Fred Hersch & Esperanza Spalding – “But Not For Me” 2023 from Alive at the Village Vanguard. Spalding has been one of the most consistently inventive jazz-based popular performers to come along in the last couple decades. Hersch is one of the most underrated of all jazz pianists. Put them together, and you come up with this irresistible record of vocal and piano duets. This Gershwin song opens the album and sets the stage. Spalding is playing off Ella Fitzgerald’s memory, here, though she is never imitating. She swings hard, and after singing the two verses relatively straight, she starts wildly swooping across intervals, and deconstructs the lyrics, winning deserved laughs from the audience when she complains about the middle English words hi-ho, alas, and lack-a-day. Then, holy moley, her scatting! Before this album, I’d never heard Spalding do an old-fashioned straight jazz performance, but she is a master at it. After this, Hersch rises to the challenge with some incandescent improvisations on the tune. Truly a remarkable performance.
Norah Jones – “Young Blood” 2009 from The Fall. Johnny Cash fell into a burning ring of fire, but Norah Jones and her lover set five whole boroughs aflame. This anxious bundle of nervous energy goes by at a fast clip, driven by guitars, bass, and drums, with Jones mixing and matching metaphors including werewolves, revolvers, clocks, chickens, matches, killing fathers, and tearing books. Don’t try to make too much sense of it, just absorb the matter-of-fact delivery in which she uses all her artistry to make these words feel like desire’s truest expression. Or is it about trying to refuse that desire, to avoid the blowing up of another relationship? “Our fears are only what we tell them to be.”
Bobby Womack – “Superstar” 1975 from I Don’t Know What the World Is Coming To. Bobby Womack still doesn’t get the respect he deserved. Or maybe that’s not right – everybody who knows his music at all respects him, but not enough people know who he was. Starting out as a Sam Cooke protégé – his group the Valentinos recorded for Cooke’s SAR label, and he played guitar often behind Cooke – Womack became a consistently good soul songwriter whose career spanned decades until his death in 2014. This album is one I’ve seen in used record bins my whole record store life. It’s not one of his most popular, but it does show off his vocal skills. “Superstar” sits perfectly at the intersection of soul and country music circa the mid-seventies. Womack’s guitar and a pedal steel set the table, then vie with shimmering harp figures and a solid r&b bass and drums groove. And his vocals – he wasn’t a smooth singer, but his grit could mellow out, as it does here, until he starts delivering the shouted growls he could have trademarked. Set against some sweet female backing vocals, the contrast is spectacular.
Justin Townes Earle – “Don’t Drink the Water” 2019 from The Saint of Lost Causes. Justin Townes Earle released 8 full-length albums and an EP in the 13 years before he died of an accidental overdose at age 38 a year after this final record. He was the son of Steve Earle, though his father wasn’t around his family until Justin was in his late teens. Justin was one heck of a songwriter, and a really talented singer. This song is full of anger at the oil companies who were causing death and destruction by fracking in the mountains. In the song, a fast-moving blues, Earle sings about people dying, and the expert in a law suit attributing it to an “act of God.” I never noticed before, but Earle’s phrasing on this song reminds me a little of Dion, which is a great thing in my book. The accumulation of detail, fear, and understated anger makes this a particularly effective protest song.
Barry White – “Hung Up On Your Love” 1979 from The Message Is Love. Anticipation is the key. For over four minutes, White holds court over what most disco producers of the time would have used for a mere intro to a song. The heavily syncopated hi-hat and pulsing bass drum dominates the rhythm, with a heavily reverberating wood block sound emphasizing certain beats. Strings slash then slide, guitar interjections come in, and White sings an intro setting the scene before telling of the ways his lover has him mesmerized. Heck, this whole track has me mesmerized. “You’re erotic and yet you’re so discrete / Girl you give my body so much heat / You fascinate, stimulate, and captivate / You keep me wanting more more.” It’s almost like a disco/funk/Gregorian chant of ecstasy. The whole track stays at this level of foreplay – if you want release, you’ll have to pick another song on the album. The horns – I forgot to mention when they came into the picture, not to mention the piano – end the performance with a curt three note resolution which honestly only makes me want to start the song over.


About this exercise:
Among the entries below, find each line with "text" and show it.

[[ Supplied material open ]]

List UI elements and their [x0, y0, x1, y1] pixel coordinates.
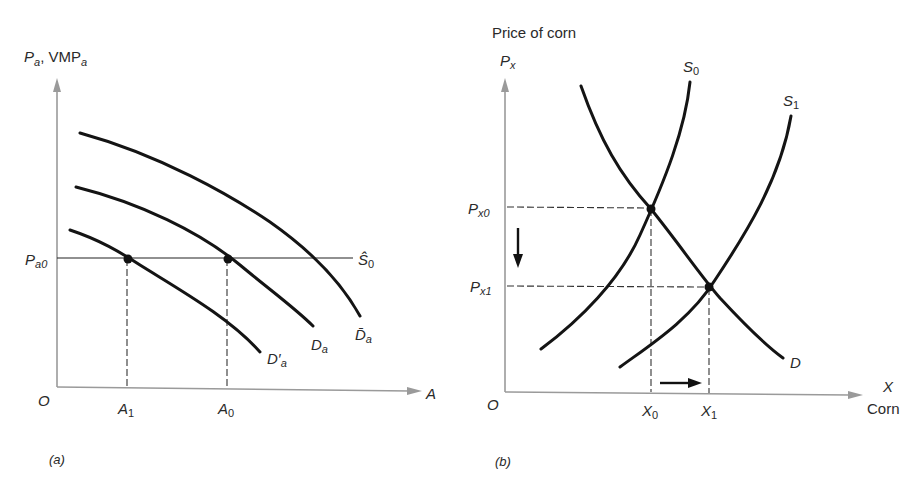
x-axis-b [505, 392, 850, 395]
s0-hat-label: Ŝ0 [358, 251, 374, 270]
a0-label: A0 [217, 400, 234, 419]
y-axis-arrow-icon [501, 78, 509, 92]
supply-curve-s1 [620, 116, 791, 367]
caption-a: (a) [49, 452, 65, 467]
dprime-a-label: D′a [267, 350, 287, 369]
origin-label-b: O [487, 396, 499, 413]
equilibrium-dot-initial [647, 205, 656, 214]
x-axis-label-b: X [882, 378, 894, 395]
pa0-label: Pa0 [25, 251, 48, 270]
demand-curve-da [76, 187, 313, 326]
y-axis-arrow-icon [53, 78, 61, 92]
y-axis-label-a: Pa, VMPa [24, 48, 87, 68]
arrow-right-icon [688, 378, 702, 388]
d-label: D [790, 354, 801, 371]
equilibrium-dot-a1 [124, 255, 133, 264]
caption-b: (b) [495, 454, 511, 469]
chart-title-b: Price of corn [492, 24, 576, 41]
demand-curve-dbar-a [80, 133, 360, 316]
px0-label: Px0 [468, 200, 491, 219]
panel-a: Pa, VMPa Pa0 Ŝ0 D̄a Da D′a O A1 A0 A (a) [24, 48, 436, 467]
demand-curve-dprime-a [70, 230, 260, 352]
x-axis-arrow-icon [407, 387, 422, 395]
px1-label: Px1 [470, 278, 492, 297]
equilibrium-dot-a0 [224, 255, 233, 264]
x1-label: X1 [700, 402, 717, 421]
x-axis-label-a: A [425, 385, 436, 402]
origin-label-a: O [38, 392, 50, 409]
dbar-a-label: D̄a [355, 326, 372, 345]
panel-b: Price of corn Px S0 S1 Px0 Px1 D O X0 X1… [468, 24, 900, 469]
equilibrium-dot-new [705, 283, 714, 292]
s0-label: S0 [683, 58, 699, 77]
x0-label: X0 [641, 402, 658, 421]
x-axis-a [57, 387, 410, 391]
da-label: Da [311, 336, 328, 355]
a1-label: A1 [117, 400, 134, 419]
y-axis-label-b: Px [500, 52, 516, 71]
supply-curve-s0 [541, 82, 690, 349]
figure: Pa, VMPa Pa0 Ŝ0 D̄a Da D′a O A1 A0 A (a) [0, 0, 920, 480]
x-axis-sublabel-b: Corn [867, 400, 900, 417]
s1-label: S1 [783, 92, 799, 111]
x-axis-arrow-icon [848, 391, 863, 399]
arrow-down-icon [513, 254, 523, 268]
px0-guide [507, 207, 651, 208]
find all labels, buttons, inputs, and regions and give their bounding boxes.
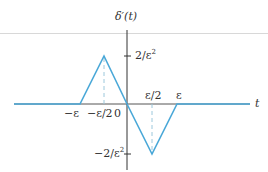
plot-svg: [0, 0, 268, 172]
x-tick-eps: ε: [176, 90, 182, 101]
y-tick-pos-text: 2/ε: [135, 49, 151, 62]
delta-prime-figure: δ′(t) t 2/ε2 −2/ε2 −ε −ε/2 0 ε/2 ε: [0, 0, 268, 172]
x-tick-half-eps: ε/2: [145, 90, 161, 101]
y-tick-neg-exp: 2: [120, 146, 124, 154]
y-axis-label: δ′(t): [115, 11, 137, 22]
x-tick-neg-half-eps: −ε/2: [87, 108, 113, 119]
y-tick-label-pos: 2/ε2: [135, 50, 156, 61]
y-tick-pos-exp: 2: [151, 48, 155, 56]
x-tick-neg-eps: −ε: [64, 108, 79, 119]
y-tick-neg-text: −2/ε: [94, 147, 120, 160]
x-axis-label: t: [255, 98, 259, 109]
signal-curve: [14, 56, 250, 154]
y-tick-label-neg: −2/ε2: [94, 148, 124, 159]
x-tick-zero: 0: [114, 108, 121, 119]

[[ Supplied material closed ]]

Output for this exercise:
y-tick-pos-text: 2/ε: [135, 49, 151, 62]
y-tick-neg-text: −2/ε: [94, 147, 120, 160]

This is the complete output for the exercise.